- [Exercise description]: In the material below, transcribe every line from the first through the line holding "This screenshot has height=621, width=606.", exactly, and stop after that line.

- [Source information]:
^^^^^^^^

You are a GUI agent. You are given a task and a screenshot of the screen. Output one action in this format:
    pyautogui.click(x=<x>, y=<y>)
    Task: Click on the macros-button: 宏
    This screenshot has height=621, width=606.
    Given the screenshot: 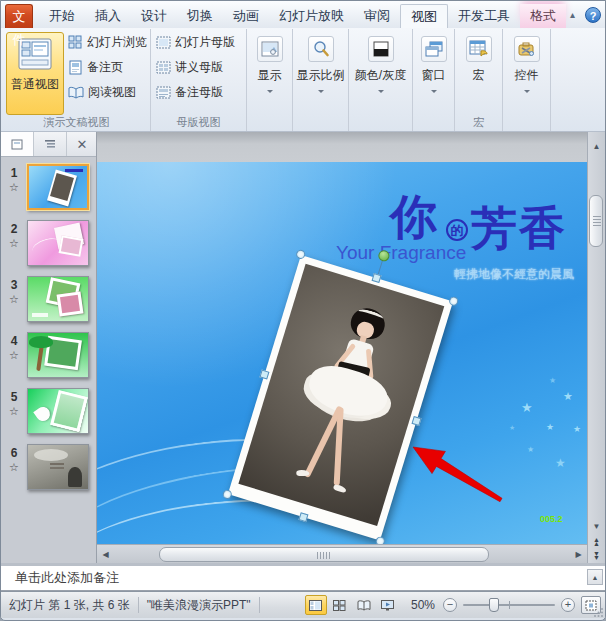 What is the action you would take?
    pyautogui.click(x=478, y=74)
    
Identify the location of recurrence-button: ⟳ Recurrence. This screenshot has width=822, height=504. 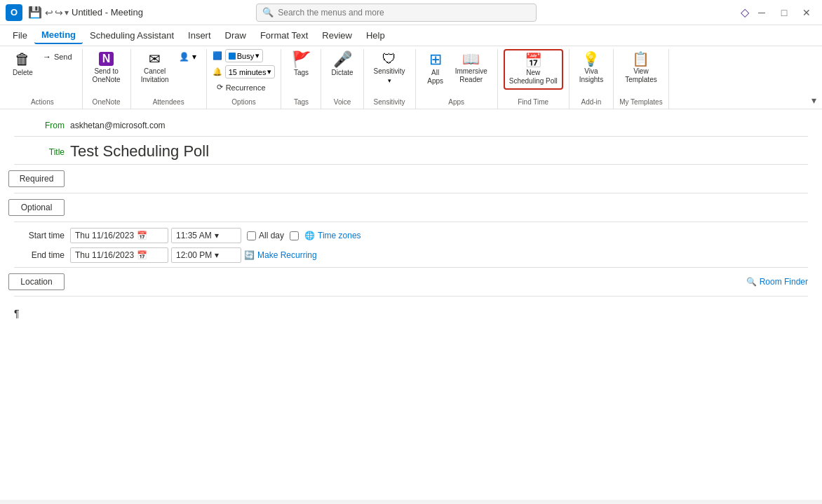
(241, 87).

^^^^^^^^

- [Task output]:
You are a GUI agent. You are given a task and a screenshot of the screen. Output one action in this format:
    pyautogui.click(x=<x>, y=<y>)
    Task: Click on the macros-button: 宏
    This screenshot has height=621, width=606.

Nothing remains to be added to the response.